Well, I don’t quite agree. Sure, who doesn’t like a strong leader who points out the way with certainty. We all want some of that. But if the leader is too cock sure, a thinking person will begin to suspect he is covering something. Perhaps it’s better to see a little of the search and the struggle. Maybe this searching exposes a bit of vulnerability that deepens trust the way humility does?
Here, I stopped painting when the piece not only looked like someone, in this case, my neighbor, but more importantly, when it seemed to balance surety and doubt. The painting reminds me of my favorite stage of a remodeling project. Things have taken shape enough that I no longer need to hold the whole thing in my imagination. But still unfinished and raw enough to be a bit worrisome and certainly still requiring my imagination to be engaged.
Yes, it’s kind a neat that it looks like my neighbor. But who cares about that. She doesn’t even own that shop anymore, never saw the painting and moved out last year. What matters is that it do something aesthetically. My preference is that the “something” be more than add a touch of blue to a room, or simply make a nice matching ensemble with the couch. Nothing wrong with decorating. But I want more. Something like asking the viewer to feel the tantalizing excitement of something taking shape just before it settles in.
Yes, that will do. Time to stop painting.


Masks will be seen as emblematic of the Covid pandemic for the rest of my life. I was aware of that even when I was painting this. Obfuscation of the figure has been a thing in my work for a long time. So people wearing masks was a golden opportunity to have something very real happening everyday that lent itself perfectly to what I was doing artistically.
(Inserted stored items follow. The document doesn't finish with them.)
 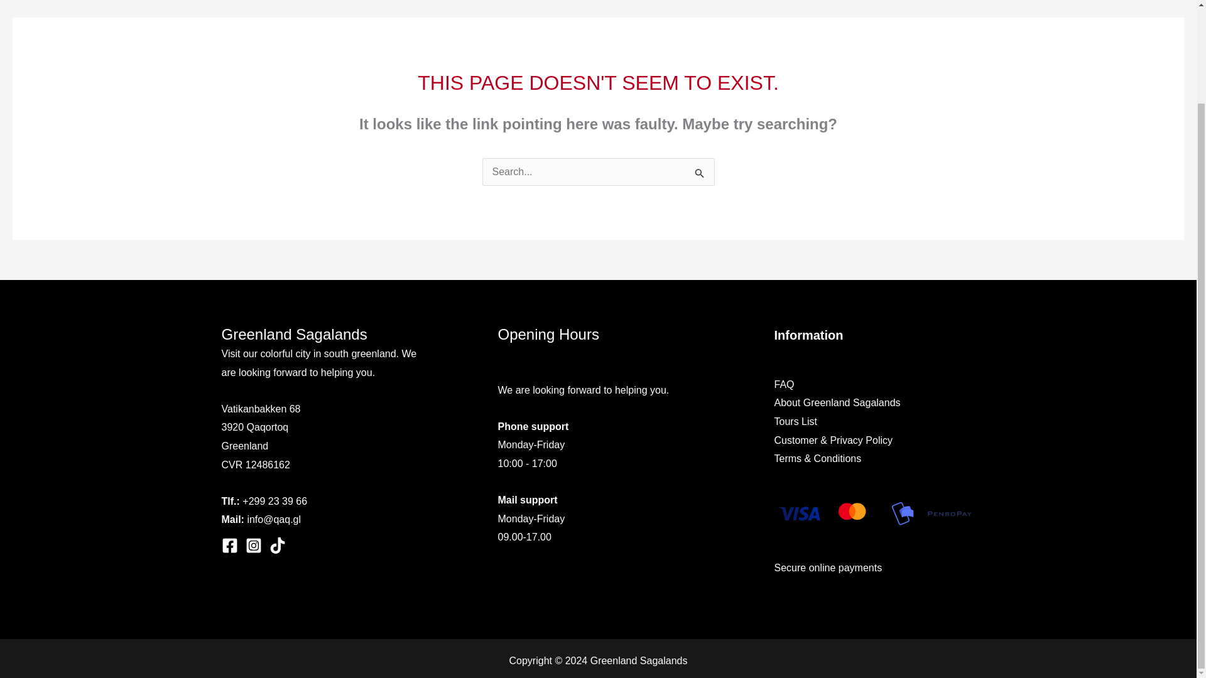 What do you see at coordinates (836, 403) in the screenshot?
I see `About Greenland Sagalands` at bounding box center [836, 403].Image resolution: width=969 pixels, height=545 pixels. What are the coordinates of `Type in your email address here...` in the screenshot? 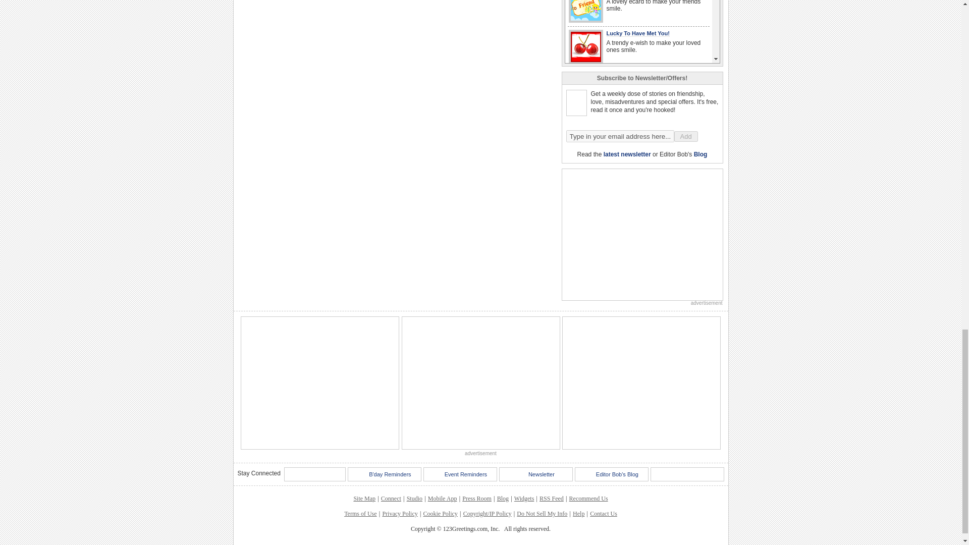 It's located at (620, 136).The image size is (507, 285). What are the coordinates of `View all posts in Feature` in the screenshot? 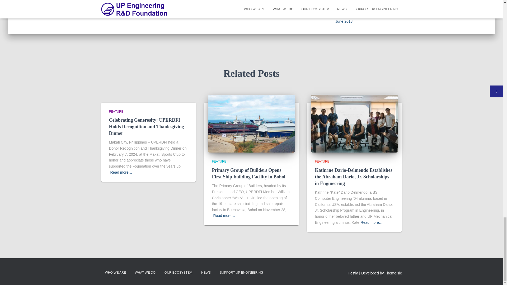 It's located at (322, 161).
A mask is a metaphor for so many things. And in pre-industrialized cultures, wearing a mask often meant literally becoming the spirit it represented for the purposes of ritual invocation often in association with a blessing for fertility or rain or a good harvest or in some way a demonstration of respect for something bigger and more powerful than oneself. It was a way of diminishing one’s particular identity to be enlarged by a higher power.
It was disheartening to me that many of my contemporaries could not diminish themselves or endure this minor discomfort for the benefit of the larger community.
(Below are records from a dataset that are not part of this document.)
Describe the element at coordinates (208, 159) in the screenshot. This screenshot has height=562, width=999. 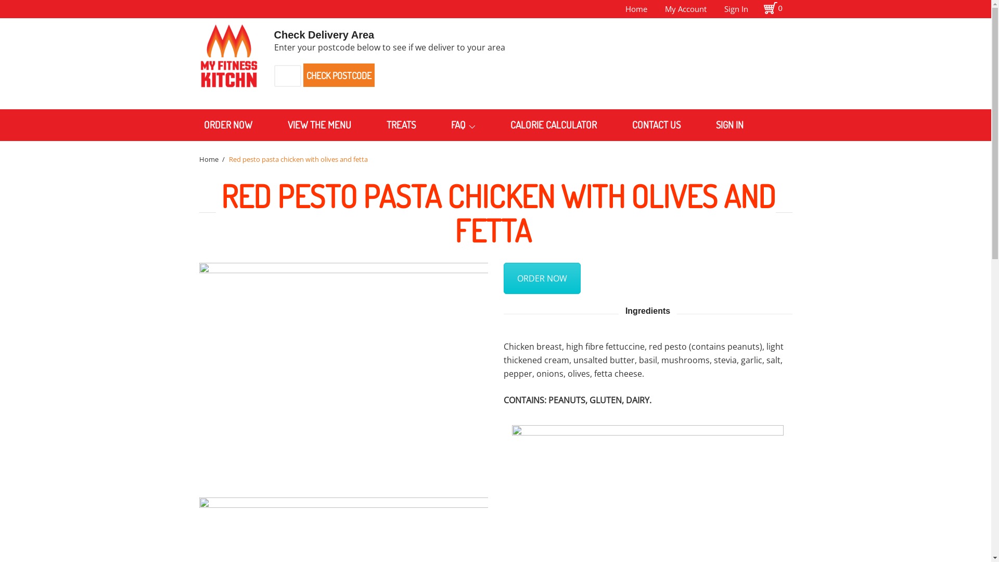
I see `Home` at that location.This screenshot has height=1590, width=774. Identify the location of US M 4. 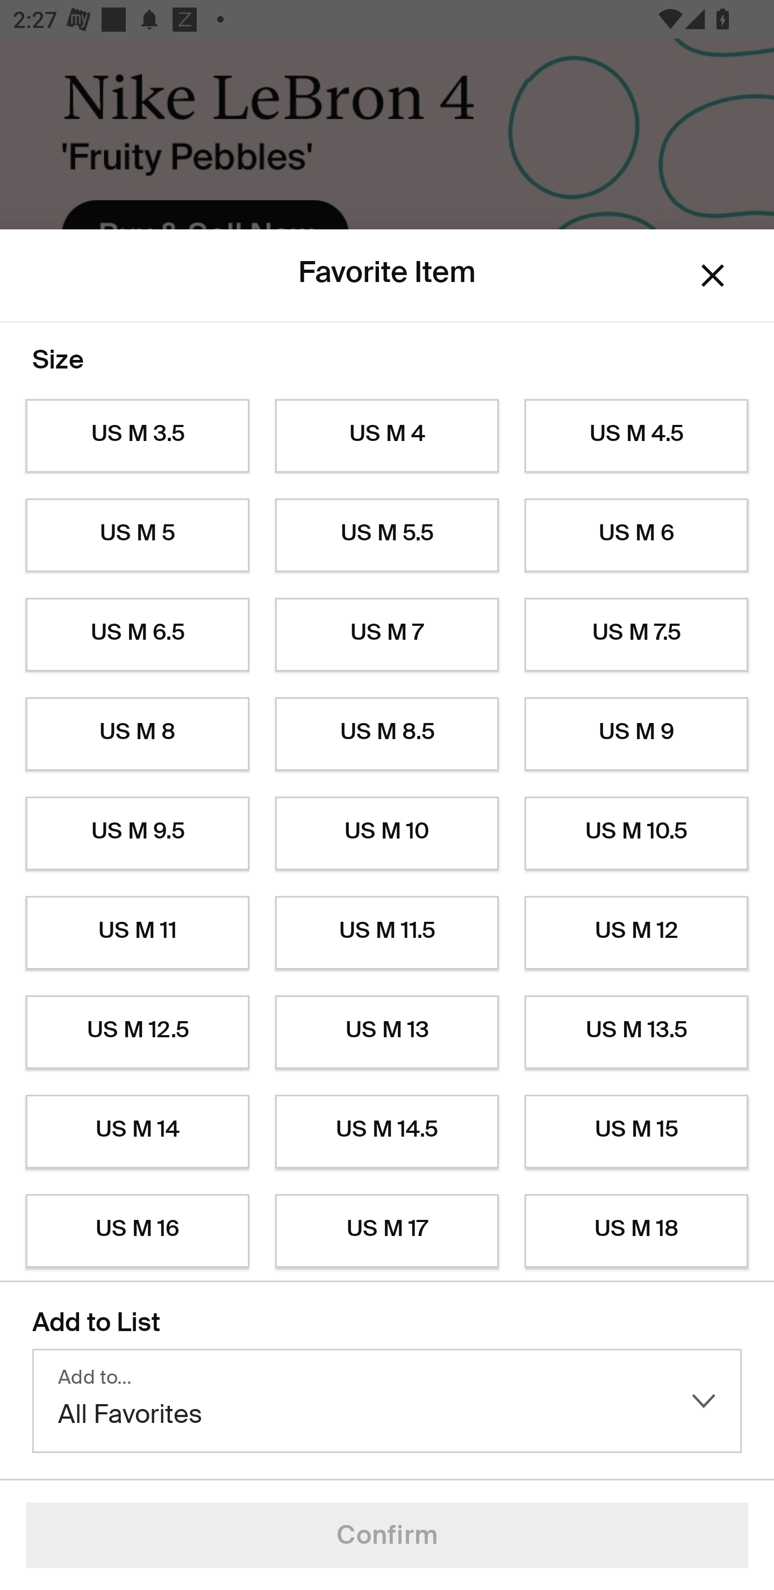
(386, 437).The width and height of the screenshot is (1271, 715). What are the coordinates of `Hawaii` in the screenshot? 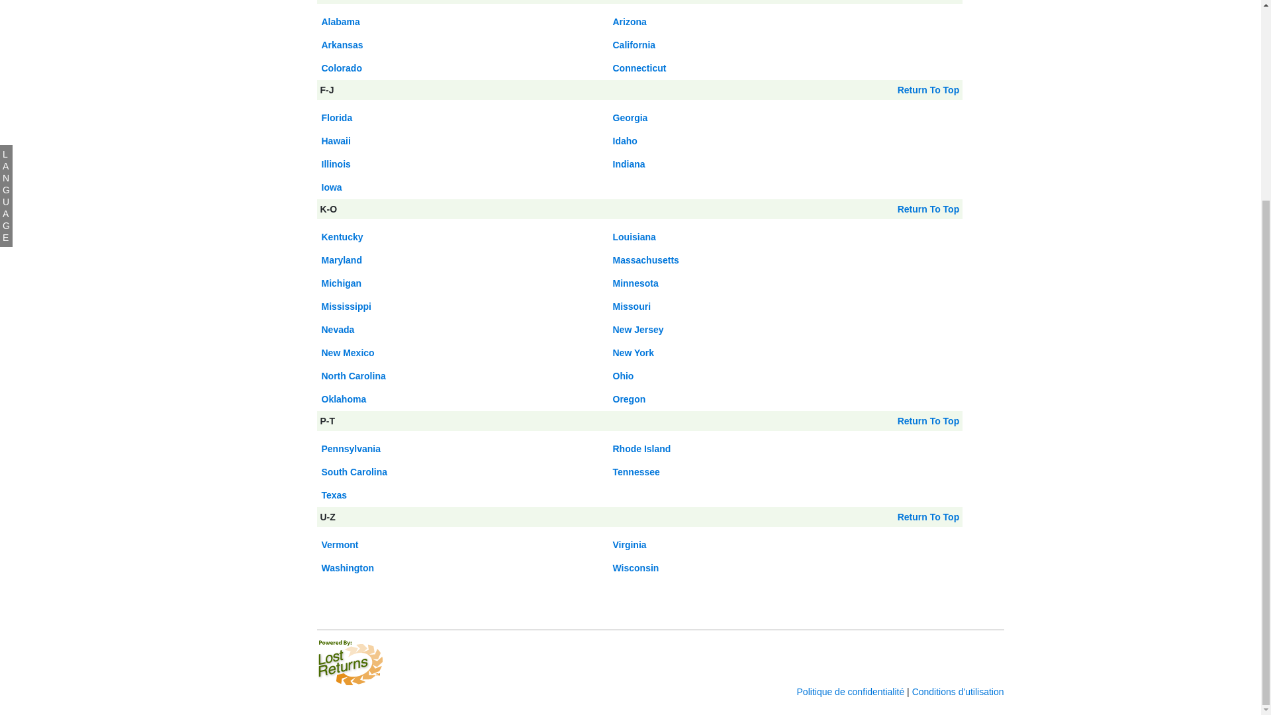 It's located at (336, 141).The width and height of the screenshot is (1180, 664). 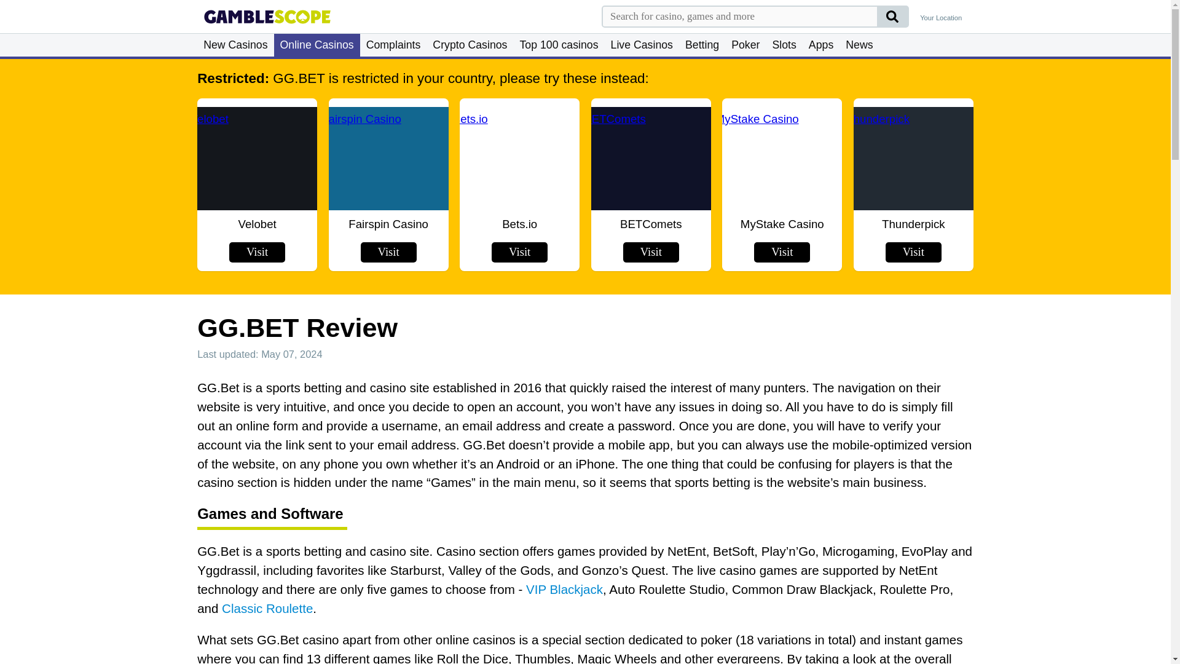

I found it intriguing to see people with masks. What did their whole face look like? And when would I get to see more? Things like that.
As a painter who understands that art itself is both a way of masking and at the same time unmasking, this was just good fun. Ultimately it reminded me that my work as an artist was to make the invisible visible. If that meant deliberately obfuscating something in order to call attention to the very fact that things are masked … well … so much the better.